German soldiers at the end of the war still used the same standard-issue rifle, the
K98, with which they had invaded
Poland in September 1939. There were only two types of standard
machine guns employed in World War II, and the situation was similar with
other infantry and artillery weaponry.
Tanks underwent the greatest innovation, but once soldiers had gotten used to new types of armored vehicles, their operation quickly became routine. A Tiger tank was a Tiger tank. The technological framework in the German army changed little. All in all, equipment remained constant, and infantry weaponry in particular consisted of mass-produced items that scarcely merited discussion. On the battlefields of Europe, the technical quality of
rifles,
tommy guns, and machine guns was quite comparable, with neither side enjoying a decisive advantage.
The situation was completely different in the
Luftwaffe, where the quality of technology was far more important than in the army. Aerial warfare was a technological arena, and innovations came fast and furious over the course of the war. Improvements were made in all areas, from aircraft performance to navigation technology to onboard weaponry. The
Messerschmitt 109 of 1939 had little to do with the same model plane in 1945.
Nighttime aerial warfare added a new dimension to the conflict.

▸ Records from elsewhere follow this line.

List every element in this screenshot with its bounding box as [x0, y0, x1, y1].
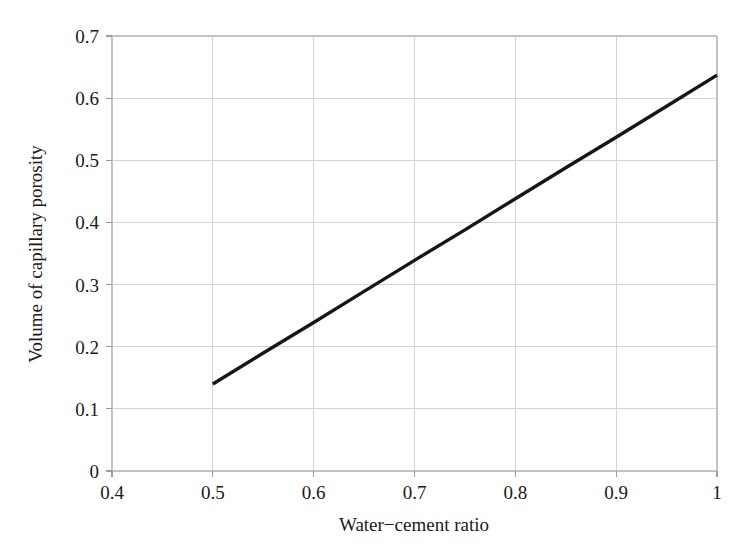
y-tick-label: 0.3 [75, 275, 99, 296]
y-tick-label: 0 [90, 461, 100, 482]
chart-figure: 00.10.20.30.40.50.60.7 0.40.50.60.70.80.… [0, 0, 750, 557]
capillary-porosity-line-chart: 00.10.20.30.40.50.60.7 0.40.50.60.70.80.… [0, 0, 750, 557]
y-tick-label: 0.7 [75, 26, 99, 47]
x-tick-label: 0.6 [302, 482, 326, 503]
x-tick-label: 0.4 [100, 482, 124, 503]
x-tick-label: 0.5 [201, 482, 225, 503]
y-tick-label: 0.2 [75, 337, 99, 358]
y-axis-title: Volume of capillary porosity [25, 145, 46, 363]
y-tick-label: 0.6 [75, 88, 99, 109]
y-tick-label: 0.5 [75, 150, 99, 171]
x-axis-title: Water−cement ratio [339, 514, 489, 535]
x-tick-label: 1 [712, 482, 722, 503]
x-tick-label: 0.8 [503, 482, 527, 503]
y-tick-label: 0.4 [75, 212, 99, 233]
y-tick-label: 0.1 [75, 399, 99, 420]
x-tick-label: 0.7 [403, 482, 427, 503]
x-tick-label: 0.9 [604, 482, 628, 503]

British Bomber Command perfected the technique of aerial bombardment in darkness, forcing the Luftwaffe to constantly develop new strategies for defending against such attacks. One result of this give-and-take was the rise of highly sophisticated
radar and navigation technology.
In 1939 a race began to develop the fastest fighter jets, the most precise radar stations, and the most exact navigation procedures. In World
War I, mistakes could be relatively quickly corrected. This was no longer the case in World War II, since the effort needed for development and production was so much greater. Huge amounts of resources—for example, 41 percent of armaments capacity in 1944—were invested in the air industry. By comparison, Germany invested only 6 percent of its resources in
tank production in 1944.
346
Nonetheless, in the course of 1942, Britain and the United States gained a decisive advantage over the
Luftwaffe, and the German air force was never able to close the gap. With Germany losing ground both quantitatively and qualitatively, the Luftwaffe was deprioritized at the end of 1944. The consequences for the Wehrmacht were devastating and could be felt in every arena of the war.
Technology was a constant, unavoidable element in the lives of pilots, reconnaissance specialists, and aircraft gunners.
347
In aerial warfare, whoever had faster, more maneuverable planes with better
weapons survived, while those who fell behind
technologically died, regardless of their skill as airmen. Technology thus determined the lives of Luftwaffe troops. It also dominated their perception of the war and the formation of their frame of reference.
The surveillance protocols reflect the importance of technology for each branch of the German armed forces. There is a lot of material of this sort in conversations between Luftwaffe men, somewhat less among German sailors, and only around a tenth as much in discussions between army soldiers. For that reason, this section will be primarily concerned with the Luftwaffe. Especially interesting is what the POWs discussed when they talked about technology, and how technology dominated and changed their perception of the war.